My heart settled a little.
“Right now… the woman I call Mom? She’s actually my stepmom.”
“I know. You call her that every day. Honestly… I always thought that was kind of amazing.”
“What was?”
He paused like he was searching for the right words. Something rare for him.
“There are things most people would want to hide. But you… you never seem to hide anything.”
I just figured there was no point. It’s stuff people would eventually find out anyway.
“My real mom died when I was one. But apparently, my grandfather hated her.”
She wasn’t the kind of woman my dad’s family wanted. They said she forced her way in by getting pregnant.
“My grandfather didn’t even look at me after I was born. Said girls were worthless. Said I was just like her—annoying and unwanted. Honestly, it’s like my whole family worships men or something. What century do they think this is?”

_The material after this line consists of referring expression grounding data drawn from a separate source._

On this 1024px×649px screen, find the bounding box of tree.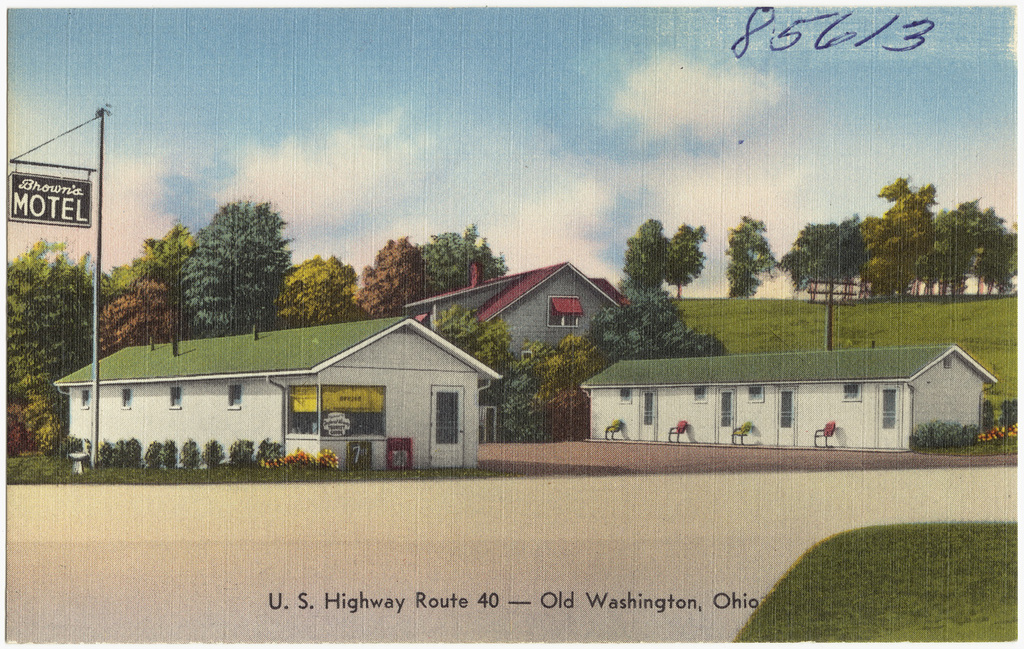
Bounding box: box(622, 212, 662, 303).
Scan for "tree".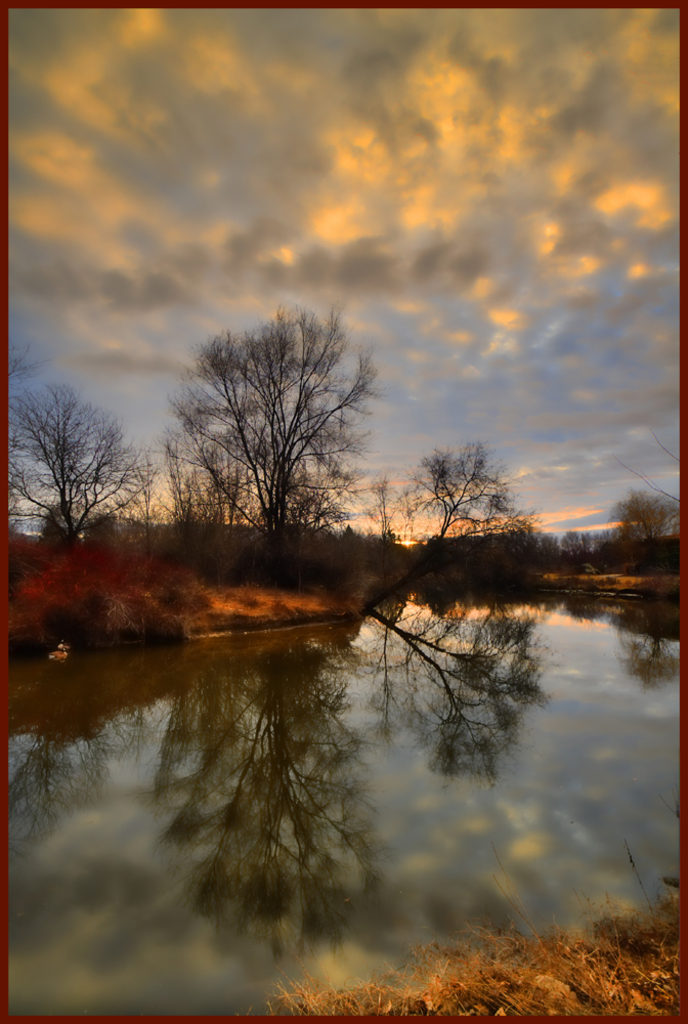
Scan result: 7 386 149 544.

After my mom died, my grandfather wanted to send me to an orphanage. And my dad—he didn’t even argue. Just stood there.
But Grandma… the same grandma I hated—she stepped in and raised me. Even though she was obsessed with men and all that backwards stuff… she raised me anyway.
“I hated her, but… I can’t hate her all the way. She said awful things to me, but if she truly meant all of it, she wouldn’t have taken care of me.”
It was because of her that I started wondering—maybe the people who hurt me have their own reasons. Maybe hate isn’t all there is in their hearts.
“I’m mad at her… but I feel sorry for her too. And now that she’s weak and sick, I can’t even be properly angry anymore.”
Using Grandma as a kind of shield, I cracked the door open on my pain. Let just a little bit of it out. For once, I spoke the words aloud. Because Seokyung… he felt like air.
“I think my heart’s… a little hurt, Seokyung.”
The moment I admitted it, that part of me started to burn. All the tiny wounds I’d ignored suddenly made themselves known, screaming to be seen.
I looked ahead, feeling hollow, when I felt it—his cool, steady hand against my cheek. As if he were gently wiping away tears I hadn’t shed.